Edouard Fleissner von Wostrowitz
Encyclopedia
Edouard Fleissner von Wostrowitz (1825–1888), also spelt Fleißner, is remembered as the author of a short book on cryptography and as the proponent of a modified Cardan grille
known as a turning grille. See Grille (cryptography)
He was born in Lemberg, the son of an Austrian cavalry officer, and was expected to follow a military career. After serving in the Chevaux-légeres Regiment Number 6, he was appointed Commandant of the Officer School at Ödenberg in 1871 and promoted to full colonel in 1872. Before retirement, at the end of 1874, he was ennobled and became Kommandant Oberst Edouard Freiherr von Fleißner von Wostrowitz.
His book Handbuch der Kryptographie was published in Vienna, in 1881. Jules Verne
popularised the turning grille in his novel Mathias Sandorf
, published in 1885, by using it as a plot device. Later, the German Army adopted turning grilles of various sizes during the First World War for immediate cipher traffic.
References to Fleißner are found in German, French, Italian and Spanish. Kahn and Gaines mention him in English. Kahn describes the turning grille in his standard work The Codebreakers but gives the name Fleissner only in relation to Jules Verne and the appearance of ciphers in literature.
Cardan grille
-History:In 1550, Girolamo Cardano , known in French as Jérôme Cardan, proposed a simple grid for writing hidden messages. He intended to cloak his messages inside an ordinary letter so that the whole would not appear to be a cipher at all....
known as a turning grille. See Grille (cryptography)
Grille (cryptography)
In the history of cryptography, a grille cipher was a technique for encrypting a plaintext by writing it onto a sheet of paper through a pierced sheet . The earliest known description is due to the polymath Girolamo Cardano in 1550...
He was born in Lemberg, the son of an Austrian cavalry officer, and was expected to follow a military career. After serving in the Chevaux-légeres Regiment Number 6, he was appointed Commandant of the Officer School at Ödenberg in 1871 and promoted to full colonel in 1872. Before retirement, at the end of 1874, he was ennobled and became Kommandant Oberst Edouard Freiherr von Fleißner von Wostrowitz.
His book Handbuch der Kryptographie was published in Vienna, in 1881. Jules Verne
Jules Verne
Jules Gabriel Verne was a French author who pioneered the science fiction genre. He is best known for his novels Twenty Thousand Leagues Under the Sea , A Journey to the Center of the Earth , and Around the World in Eighty Days...
popularised the turning grille in his novel Mathias Sandorf
Mathias Sandorf
Mathias Sandorf was an 1885 adventure book by French writer Jules Verne. It was first serialized in Le Temps in 1885, and it was Verne's epic Mediterranean adventure. It employs many of the devices that had served well in his earlier novels: islands, cryptograms, surprise revelations of identity,...
, published in 1885, by using it as a plot device. Later, the German Army adopted turning grilles of various sizes during the First World War for immediate cipher traffic.
References to Fleißner are found in German, French, Italian and Spanish. Kahn and Gaines mention him in English. Kahn describes the turning grille in his standard work The Codebreakers but gives the name Fleissner only in relation to Jules Verne and the appearance of ciphers in literature.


Which lines of the data below include the string "panel"? Return each of them.

== Segment start ==

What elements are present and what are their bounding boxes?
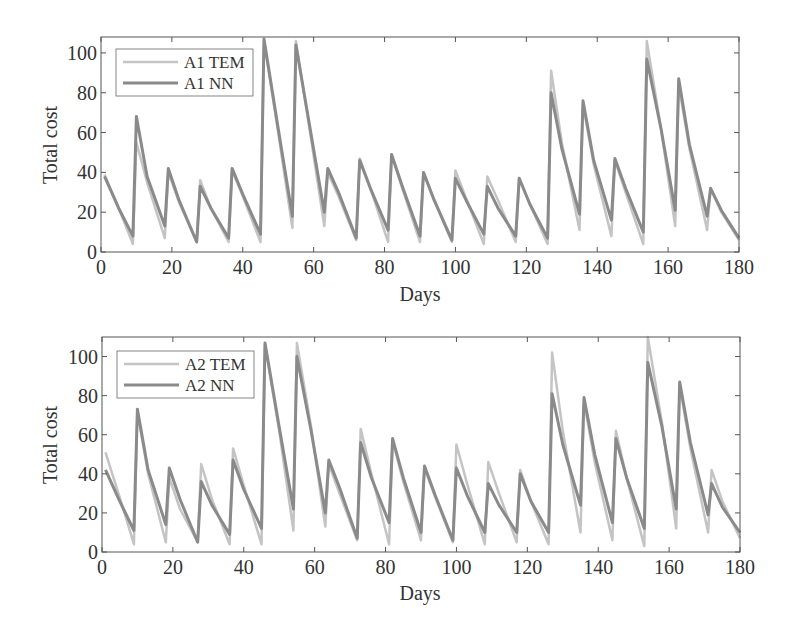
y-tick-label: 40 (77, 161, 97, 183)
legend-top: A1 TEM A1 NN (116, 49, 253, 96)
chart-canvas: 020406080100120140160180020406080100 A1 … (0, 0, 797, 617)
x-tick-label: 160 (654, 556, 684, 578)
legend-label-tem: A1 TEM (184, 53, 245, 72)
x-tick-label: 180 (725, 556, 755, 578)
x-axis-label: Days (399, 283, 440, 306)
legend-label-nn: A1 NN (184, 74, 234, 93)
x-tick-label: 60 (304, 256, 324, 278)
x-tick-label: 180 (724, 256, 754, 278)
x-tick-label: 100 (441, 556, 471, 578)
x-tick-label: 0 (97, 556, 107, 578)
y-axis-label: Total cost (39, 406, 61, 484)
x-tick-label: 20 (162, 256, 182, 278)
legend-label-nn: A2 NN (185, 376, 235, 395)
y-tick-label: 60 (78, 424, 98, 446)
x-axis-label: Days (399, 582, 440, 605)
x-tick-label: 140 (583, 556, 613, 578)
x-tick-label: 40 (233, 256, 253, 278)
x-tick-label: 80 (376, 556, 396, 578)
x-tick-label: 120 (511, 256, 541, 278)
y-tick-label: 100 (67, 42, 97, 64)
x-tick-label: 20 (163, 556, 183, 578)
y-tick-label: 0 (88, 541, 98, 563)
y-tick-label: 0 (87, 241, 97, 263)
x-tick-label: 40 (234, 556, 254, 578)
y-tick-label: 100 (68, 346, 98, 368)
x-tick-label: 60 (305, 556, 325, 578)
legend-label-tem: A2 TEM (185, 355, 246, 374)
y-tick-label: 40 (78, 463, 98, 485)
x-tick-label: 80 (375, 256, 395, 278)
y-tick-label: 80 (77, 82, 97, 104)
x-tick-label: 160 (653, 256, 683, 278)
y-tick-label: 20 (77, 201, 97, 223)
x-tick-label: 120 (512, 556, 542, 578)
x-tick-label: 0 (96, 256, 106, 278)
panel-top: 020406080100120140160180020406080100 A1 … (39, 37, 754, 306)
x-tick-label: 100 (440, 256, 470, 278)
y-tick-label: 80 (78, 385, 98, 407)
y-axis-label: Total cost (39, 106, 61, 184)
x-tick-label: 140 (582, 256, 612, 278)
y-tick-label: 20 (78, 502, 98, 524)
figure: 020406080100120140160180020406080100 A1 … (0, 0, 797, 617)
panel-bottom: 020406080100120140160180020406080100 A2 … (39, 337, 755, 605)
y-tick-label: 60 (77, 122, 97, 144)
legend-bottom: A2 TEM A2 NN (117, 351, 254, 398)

== Segment end ==

__Your response__.
panel-top: 020406080100120140160180020406080100 A1 … (39, 37, 754, 306)
panel-bottom: 020406080100120140160180020406080100 A2 … (39, 337, 755, 605)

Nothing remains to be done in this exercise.